Friday, August 10, 2012

Fifty Shades of Grey by E L James


Title: Fifty Shades of Grey
Author: E.L. James
Genre: Erotic Romance
Publisher: Vintage (April 3, 2012)
Available: $9.57 at Amazon (and the e-book is $9.99!)
Rating: 2.5 stars
Rater: Lauri

From the publisher:
When literature student Anastasia Steele goes to interview young entrepreneur Christian Grey, she encounters a man who is beautiful, brilliant, and intimidating. The unworldly, innocent Ana is startled to realize she wants this man and, despite his enigmatic reserve, finds she is desperate to get close to him. Unable to resist Ana’s quiet beauty, wit, and independent spirit, Grey admits he wants her, too—but on his own terms.

Shocked yet thrilled by Grey’s singular erotic tastes, Ana hesitates. For all the trappings of success—his multinational businesses, his vast wealth, his loving family—Grey is a man tormented by demons and consumed by the need to control. When the couple embarks on a daring, passionately physical affair, Ana discovers Christian Grey’s secrets and explores her own dark desires.
Erotic, amusing, and deeply moving, the Fifty Shades Trilogy is a tale that will obsess you, possess you, and stay with you forever.

What I liked: I don’t ordinarily read erotica, so let me preface my review with that disclaimer. That said, I am happy to report that the sex acts in this book weren’t retold so explicitly that I had to skip those parts. The sex is, however, central to the story’s progression, and perhaps the author attempts to use it to symbolize something bigger that two grunting bodies. (I’m giving her the benefit of the doubt here.)

What I didn’t like: A lot. Most everything, in fact. I read this book because it’s so popular right now, and while I knew it was erotica, there is a lot of erotica out there, and so I expected something – grand. Above the crowd. Or at least really good.

I didn’t find it.

Someone recently said of this book that it’s like a teenage fantasy, and I think that nails it. Christian (Grey) is like 28 and a billion-billion-billionare? Really? With a really big penis? And he wants to dominate Ana's every move, in the bedroom and out?

And she’s a 22-year old, super-super naïve virgin who swoons at his feet every time he even looks her way?

Oh – come on! Really? Really?! 

The writing isn’t horrendous. The sentences don’t all start with “She” and “He.” But the writing skill skids to a halt right there. The plot is ridiculously shallow. And every other sentence describes how Ana is biting her lip, doubting her self worth, and just generally debasing herself over and over and over and over and over and over and over. It’s truly abysmal writing, and I sure wish I could get my ten bucks back.

In sum: Yeah; the publisher was right. This story will stay with me forever. But then, so does taste aversion after a good food poisoning.

If, like me, you just have to see what all the fuss is about, borrow the book from someone. For the love of God - don’t buy it.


* **TASK DETAILS**
For each line below that includes the word "Comment", make a copy.

* **DATA FOR REVIEW**
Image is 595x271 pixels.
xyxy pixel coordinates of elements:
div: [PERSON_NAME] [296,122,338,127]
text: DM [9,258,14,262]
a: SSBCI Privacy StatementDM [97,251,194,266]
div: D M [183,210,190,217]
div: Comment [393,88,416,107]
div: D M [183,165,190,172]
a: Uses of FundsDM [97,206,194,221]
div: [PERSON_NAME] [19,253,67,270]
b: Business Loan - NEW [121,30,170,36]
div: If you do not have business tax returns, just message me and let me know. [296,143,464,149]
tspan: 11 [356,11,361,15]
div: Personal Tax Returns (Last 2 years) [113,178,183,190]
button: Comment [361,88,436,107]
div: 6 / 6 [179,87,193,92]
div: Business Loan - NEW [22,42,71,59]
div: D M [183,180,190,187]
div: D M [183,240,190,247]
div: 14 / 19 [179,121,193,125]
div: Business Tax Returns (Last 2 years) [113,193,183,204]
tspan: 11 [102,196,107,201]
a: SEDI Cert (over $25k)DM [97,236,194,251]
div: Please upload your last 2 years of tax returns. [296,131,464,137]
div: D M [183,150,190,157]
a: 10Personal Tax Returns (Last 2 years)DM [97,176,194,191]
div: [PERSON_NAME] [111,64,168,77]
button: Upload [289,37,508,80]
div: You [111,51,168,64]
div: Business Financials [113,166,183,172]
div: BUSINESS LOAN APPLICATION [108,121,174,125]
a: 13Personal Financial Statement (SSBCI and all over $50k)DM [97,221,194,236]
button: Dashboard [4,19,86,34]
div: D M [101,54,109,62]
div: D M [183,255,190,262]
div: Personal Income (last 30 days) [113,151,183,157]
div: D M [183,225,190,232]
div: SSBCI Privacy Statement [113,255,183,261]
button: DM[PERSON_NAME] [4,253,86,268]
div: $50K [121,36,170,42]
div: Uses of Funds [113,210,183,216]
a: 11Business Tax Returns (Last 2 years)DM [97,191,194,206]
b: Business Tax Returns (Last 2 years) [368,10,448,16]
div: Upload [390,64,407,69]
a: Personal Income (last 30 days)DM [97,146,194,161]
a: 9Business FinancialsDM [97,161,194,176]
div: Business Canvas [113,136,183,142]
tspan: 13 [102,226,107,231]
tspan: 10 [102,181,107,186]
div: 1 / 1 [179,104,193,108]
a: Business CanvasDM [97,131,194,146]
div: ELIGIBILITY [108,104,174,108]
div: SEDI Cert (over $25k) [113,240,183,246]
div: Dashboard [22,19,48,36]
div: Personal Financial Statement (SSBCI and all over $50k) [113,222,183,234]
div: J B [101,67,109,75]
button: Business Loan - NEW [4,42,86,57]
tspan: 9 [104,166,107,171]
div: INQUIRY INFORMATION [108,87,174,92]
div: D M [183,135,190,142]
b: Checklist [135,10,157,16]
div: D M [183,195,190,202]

* **OUTPUT BELOW**
div: Comment [393,88,416,107]
button: Comment [361,88,436,107]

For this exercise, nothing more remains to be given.